"Cung di voi em" Project 2024 - 2025
I didn’t join Cung Di Voi Em to handle numbers. I joined to make sure the moments that matter could happen.
As Head of Finance, most of my work lived behind the scenes — spreadsheets, receipts, quiet checks and rechecks. But somewhere along the way, I realized that finance is just another word for trust. Every line item was a promise kept; every transparent report was a way of saying, your generosity arrived exactly where it was meant to go.


I remember the bus ride at dawn, the city still half-asleep, envelopes neatly labeled in my backpack. By the time we reached the center, any anxiety about budgets had dissolved into something simpler: a child tugging at my sleeve to show me a paper lantern, glue still drying at the edges. Later, during Mid-Autumn, a boy with mooncake crumbs on his cheeks looked up, held my gaze for a moment, and smiled — the kind of smile that asks for nothing and gives everything back.



That’s when it clicked for me: the math wasn’t the mission — the children were.
My job wasn’t to make money look good. It was to make goodness work.
I used to think impact was a headline or a total raised. Now I think it’s the quiet feeling of leaving a place better funded, better organized, and somehow softer around the edges — so the next person who shows up can focus on care, not chaos.

Cung Di Voi Em taught me that the most meaningful leadership is often invisible.
You don’t always carry the banner. Sometimes, you carry the ledger — and hold it with enough integrity that others can carry the light.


**TASK INSTRUCTIONS:** I'd like the data below restated word for word, with the pictures left out.

**EXERCISE MATERIAL:**

----

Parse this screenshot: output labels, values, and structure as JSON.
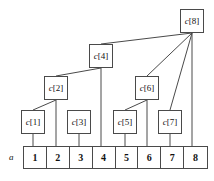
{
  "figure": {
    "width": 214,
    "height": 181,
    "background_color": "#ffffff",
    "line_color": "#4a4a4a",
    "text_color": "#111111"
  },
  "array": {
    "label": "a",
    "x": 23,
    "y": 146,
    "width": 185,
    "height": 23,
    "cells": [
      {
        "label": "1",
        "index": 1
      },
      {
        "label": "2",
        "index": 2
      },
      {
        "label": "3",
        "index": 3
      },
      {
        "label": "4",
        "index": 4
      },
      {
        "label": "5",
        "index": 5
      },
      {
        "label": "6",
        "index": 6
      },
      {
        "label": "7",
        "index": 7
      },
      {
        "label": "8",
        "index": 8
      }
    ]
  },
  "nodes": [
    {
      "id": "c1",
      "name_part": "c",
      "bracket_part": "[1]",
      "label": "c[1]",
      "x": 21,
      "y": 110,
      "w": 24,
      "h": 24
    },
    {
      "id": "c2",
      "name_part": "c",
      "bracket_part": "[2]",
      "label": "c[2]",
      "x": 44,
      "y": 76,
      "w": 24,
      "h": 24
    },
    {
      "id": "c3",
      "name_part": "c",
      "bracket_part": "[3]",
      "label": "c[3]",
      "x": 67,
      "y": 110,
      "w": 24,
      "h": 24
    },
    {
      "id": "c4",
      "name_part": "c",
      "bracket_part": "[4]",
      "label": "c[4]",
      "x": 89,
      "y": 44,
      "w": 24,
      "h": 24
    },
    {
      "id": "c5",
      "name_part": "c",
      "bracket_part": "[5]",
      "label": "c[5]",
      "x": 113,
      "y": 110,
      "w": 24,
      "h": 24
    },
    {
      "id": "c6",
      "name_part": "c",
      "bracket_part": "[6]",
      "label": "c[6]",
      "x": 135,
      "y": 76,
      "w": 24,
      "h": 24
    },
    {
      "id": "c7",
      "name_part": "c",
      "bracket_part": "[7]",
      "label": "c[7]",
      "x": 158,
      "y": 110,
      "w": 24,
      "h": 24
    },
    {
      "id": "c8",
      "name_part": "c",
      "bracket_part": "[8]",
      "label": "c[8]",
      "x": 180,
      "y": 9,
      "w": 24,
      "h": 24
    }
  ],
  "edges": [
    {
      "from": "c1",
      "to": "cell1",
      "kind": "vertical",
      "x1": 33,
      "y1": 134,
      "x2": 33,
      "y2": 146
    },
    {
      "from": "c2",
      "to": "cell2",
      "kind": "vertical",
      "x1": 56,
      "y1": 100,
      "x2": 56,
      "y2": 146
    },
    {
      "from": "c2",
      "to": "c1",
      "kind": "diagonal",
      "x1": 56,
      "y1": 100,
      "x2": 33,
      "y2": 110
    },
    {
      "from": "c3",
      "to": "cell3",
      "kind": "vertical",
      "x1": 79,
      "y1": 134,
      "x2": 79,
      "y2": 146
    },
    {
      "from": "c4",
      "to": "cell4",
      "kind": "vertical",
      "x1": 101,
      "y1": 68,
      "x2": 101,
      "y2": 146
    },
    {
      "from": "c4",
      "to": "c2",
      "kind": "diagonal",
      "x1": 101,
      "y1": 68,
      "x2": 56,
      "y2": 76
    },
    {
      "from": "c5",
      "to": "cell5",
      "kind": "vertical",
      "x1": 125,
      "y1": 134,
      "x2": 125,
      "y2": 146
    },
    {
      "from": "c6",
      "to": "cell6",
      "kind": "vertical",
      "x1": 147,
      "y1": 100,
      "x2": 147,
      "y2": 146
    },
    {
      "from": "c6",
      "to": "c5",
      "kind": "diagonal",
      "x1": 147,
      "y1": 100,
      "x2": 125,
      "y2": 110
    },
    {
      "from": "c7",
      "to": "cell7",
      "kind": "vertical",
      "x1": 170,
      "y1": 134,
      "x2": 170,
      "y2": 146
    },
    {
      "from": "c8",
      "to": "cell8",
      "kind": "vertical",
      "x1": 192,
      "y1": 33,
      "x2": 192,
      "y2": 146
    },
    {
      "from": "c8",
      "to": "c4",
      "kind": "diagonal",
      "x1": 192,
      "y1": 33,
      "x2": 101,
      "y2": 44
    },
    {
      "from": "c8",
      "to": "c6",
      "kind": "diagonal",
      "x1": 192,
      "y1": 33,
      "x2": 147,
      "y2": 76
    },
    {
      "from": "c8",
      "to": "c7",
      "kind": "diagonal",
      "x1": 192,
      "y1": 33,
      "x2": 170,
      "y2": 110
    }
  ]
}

----

**WRITTEN REPLY:**
Parse this screenshot: output labels, values, and structure as JSON.
{
  "figure": {
    "width": 214,
    "height": 181,
    "background_color": "#ffffff",
    "line_color": "#4a4a4a",
    "text_color": "#111111"
  },
  "array": {
    "label": "a",
    "x": 23,
    "y": 146,
    "width": 185,
    "height": 23,
    "cells": [
      {
        "label": "1",
        "index": 1
      },
      {
        "label": "2",
        "index": 2
      },
      {
        "label": "3",
        "index": 3
      },
      {
        "label": "4",
        "index": 4
      },
      {
        "label": "5",
        "index": 5
      },
      {
        "label": "6",
        "index": 6
      },
      {
        "label": "7",
        "index": 7
      },
      {
        "label": "8",
        "index": 8
      }
    ]
  },
  "nodes": [
    {
      "id": "c1",
      "name_part": "c",
      "bracket_part": "[1]",
      "label": "c[1]",
      "x": 21,
      "y": 110,
      "w": 24,
      "h": 24
    },
    {
      "id": "c2",
      "name_part": "c",
      "bracket_part": "[2]",
      "label": "c[2]",
      "x": 44,
      "y": 76,
      "w": 24,
      "h": 24
    },
    {
      "id": "c3",
      "name_part": "c",
      "bracket_part": "[3]",
      "label": "c[3]",
      "x": 67,
      "y": 110,
      "w": 24,
      "h": 24
    },
    {
      "id": "c4",
      "name_part": "c",
      "bracket_part": "[4]",
      "label": "c[4]",
      "x": 89,
      "y": 44,
      "w": 24,
      "h": 24
    },
    {
      "id": "c5",
      "name_part": "c",
      "bracket_part": "[5]",
      "label": "c[5]",
      "x": 113,
      "y": 110,
      "w": 24,
      "h": 24
    },
    {
      "id": "c6",
      "name_part": "c",
      "bracket_part": "[6]",
      "label": "c[6]",
      "x": 135,
      "y": 76,
      "w": 24,
      "h": 24
    },
    {
      "id": "c7",
      "name_part": "c",
      "bracket_part": "[7]",
      "label": "c[7]",
      "x": 158,
      "y": 110,
      "w": 24,
      "h": 24
    },
    {
      "id": "c8",
      "name_part": "c",
      "bracket_part": "[8]",
      "label": "c[8]",
      "x": 180,
      "y": 9,
      "w": 24,
      "h": 24
    }
  ],
  "edges": [
    {
      "from": "c1",
      "to": "cell1",
      "kind": "vertical",
      "x1": 33,
      "y1": 134,
      "x2": 33,
      "y2": 146
    },
    {
      "from": "c2",
      "to": "cell2",
      "kind": "vertical",
      "x1": 56,
      "y1": 100,
      "x2": 56,
      "y2": 146
    },
    {
      "from": "c2",
      "to": "c1",
      "kind": "diagonal",
      "x1": 56,
      "y1": 100,
      "x2": 33,
      "y2": 110
    },
    {
      "from": "c3",
      "to": "cell3",
      "kind": "vertical",
      "x1": 79,
      "y1": 134,
      "x2": 79,
      "y2": 146
    },
    {
      "from": "c4",
      "to": "cell4",
      "kind": "vertical",
      "x1": 101,
      "y1": 68,
      "x2": 101,
      "y2": 146
    },
    {
      "from": "c4",
      "to": "c2",
      "kind": "diagonal",
      "x1": 101,
      "y1": 68,
      "x2": 56,
      "y2": 76
    },
    {
      "from": "c5",
      "to": "cell5",
      "kind": "vertical",
      "x1": 125,
      "y1": 134,
      "x2": 125,
      "y2": 146
    },
    {
      "from": "c6",
      "to": "cell6",
      "kind": "vertical",
      "x1": 147,
      "y1": 100,
      "x2": 147,
      "y2": 146
    },
    {
      "from": "c6",
      "to": "c5",
      "kind": "diagonal",
      "x1": 147,
      "y1": 100,
      "x2": 125,
      "y2": 110
    },
    {
      "from": "c7",
      "to": "cell7",
      "kind": "vertical",
      "x1": 170,
      "y1": 134,
      "x2": 170,
      "y2": 146
    },
    {
      "from": "c8",
      "to": "cell8",
      "kind": "vertical",
      "x1": 192,
      "y1": 33,
      "x2": 192,
      "y2": 146
    },
    {
      "from": "c8",
      "to": "c4",
      "kind": "diagonal",
      "x1": 192,
      "y1": 33,
      "x2": 101,
      "y2": 44
    },
    {
      "from": "c8",
      "to": "c6",
      "kind": "diagonal",
      "x1": 192,
      "y1": 33,
      "x2": 147,
      "y2": 76
    },
    {
      "from": "c8",
      "to": "c7",
      "kind": "diagonal",
      "x1": 192,
      "y1": 33,
      "x2": 170,
      "y2": 110
    }
  ]
}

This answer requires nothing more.